My printer has suddenly started acting up. At random points in a print it looses registration on the x-axis (as seen in the image).
I’ve never had this issue before - until it happened 5 hours into a 7.5 hour print of this part. Now it happens every time during the print of the first layer - although at a different place each time.
The first thing I checked was the timing belts, but they are tight and not worn. To see if I could reproduce the error I wrote a simple g-code file that moves the x-axis back and fort increasing the speed incrementally up to the max. Even running this repeatedly I could not get it to miss registration.
Normally I use a Raspberry Pi with OctoPrint as a print-server, but I’ve also tried using a Mac with the latest Pronterface and get the same result.
The printer is controlled by a RAMPS board with Marlin firmware and has the following settings (these are from after I tuned things down quite a bit speed wise - to see if the mass of the carriage was the reson it failed on rapid changes in speed/direction): #define BAUDRATE 115200 #define DEFAULT_AXIS_STEPS_PER_UNIT {106.76, 106.76, 800, 52.45} #define DEFAULT_MAX_FEEDRATE {215, 215, 5, 25} #define DEFAULT_MAX_ACCELERATION {500,500,100,10000} #define DEFAULT_ACCELERATION 2000 #define DEFAULT_RETRACT_ACCELERATION 2000 #define DEFAULT_XYJERK 5.0 #define DEFAULT_ZJERK 0.4 #define DEFAULT_EJERK 5.0
The part was sliced in the latest stable release of Slic3r, but I’ve tried a bunch of different settings to see if anything would change - to no avail.
I’m at a complete loss of what to try next so any suggestion will be welcome! Is it possible that the RAMPS board or the Polulu drivers can be damaged somehow?
Have you consider that a chip on the printer board may be getting to hat and changing electrical values. You can try pumping a lot more air in around the printer board and add a few finned heatsinks to larger chips. It could require a 7 hour or longer test to verify if this is the problem.
So there are lots of things that are possible, the trick is figuring out which one. There are two ways to debug this, one is from first principles, the other deduction.
Using first principles you would write some code that would talk to the RAMPS board directly and tell it to move the X axis by a fixed amount, then pause, and move Y, then move, then pause and move Y back and forth, etc. Then attach a sharpie pen to the hot end and tape a piece of paper to the build bed and get a reproducable X failure. Using that failure use an oscilloscope to watch the signals to the stepper and verify 1) that the correct # of steps are being sent, 2) that the stepper is seeing voltage for every step, 3) that the gear on the end of the stepper is turning the right number of degrees for each of those steps, and that the belt is moving things the right distance. One of those will not be true.

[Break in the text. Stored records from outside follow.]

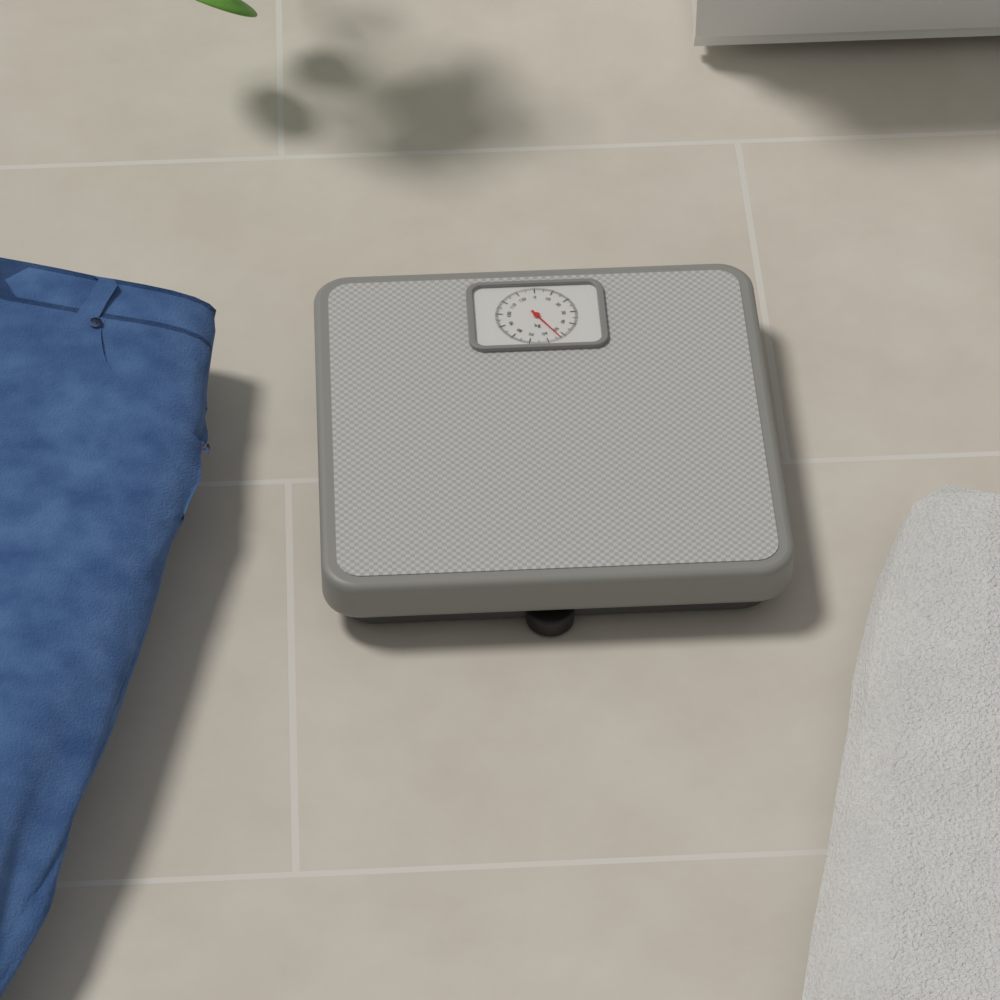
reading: 53 kg
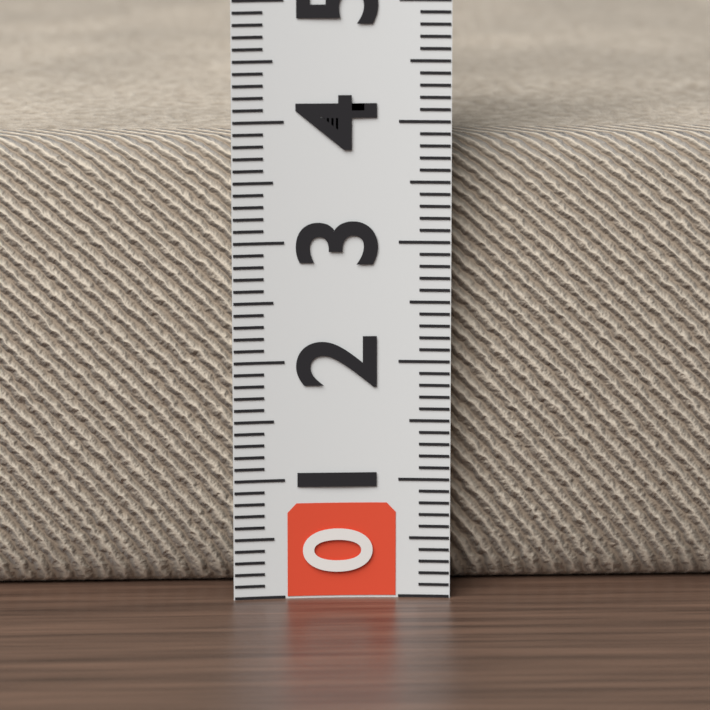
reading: 3.8 (no unit)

Using deduction, you could swap the Polou driver for the X and Y steppers and see if the problem ‘moves’ to the Y direction. If so replace the Polou board. If it stays, return the drivers and swap out the X stepper motor with a replacement motor. My guess is that one of those two things will fix it if you have confirmed the mechanicals between the stepper and the carraige (timing belt) are sound.
@Joseph_Prugh I’ve considere this, since it’s been a bit hotter here than usual, but since it’s manifesting in the first layer of a print, even after the printer’s been off over night I’ve written it off so far. I’ll try to attach small heat sinks just to be sure.
@Chuck_McManis My thinking exactly - I just ran out of ideas of what to try next.
I’ve been using tape marks instead of paper/sharpie, but that’s a great suggestion that I’ll try out for sure. I don’t have access to a oscilloscope, but hopefully some of the other suggestions will pan out.
Swapping the polulu drivers I will definitely try out if I can manage to faithfully reproduce the error (without having to do an actual print), something I haven’t had much luck doing so far.
@Evan_Gillespie Quite a while actually - thanks for the reminder. Both X and Y move without much force needed, but I’ll try that as well
I have a flashforge creator x it stopped in mid print randomly. Some times the stepper would vibrate trying to find zero or something. I updated the firmware and all my issues went away.
@wesman_Wesman I’m at a pretty recent version of Marlin and have been reluctant to upgrade since has been behaving well (don’t fix what’s not broken - and all that), but I’ll try that as soon as I have ruled out the mechanics and pololu temeratures.
After no less than 15 failed prints (thankfully which all failed during the first layer, but never at the same spot) I now have a working printer again.
There was nothing wrong with the belts, steppers, linear bearings or firmware - although I did upgrade my firmware, rechecked the e steps, tune my Pololu drivers and add heat sinks / extra fans and oiled the rods.
Slic3r defaults to 200% width on the extrusion on the first layer - which in my case made the edges pucker up. When the print head next came back to lay the next line it would hit the rigid edge and the whole print head would shift. I thought it was mounted tightly, but the forces here are quite high and since nothing else could shift the weakest spot had to go.
Dialing down this setting to 100% and lowering the extruder temperature to 180 degrees (down from 185) fixed it completely.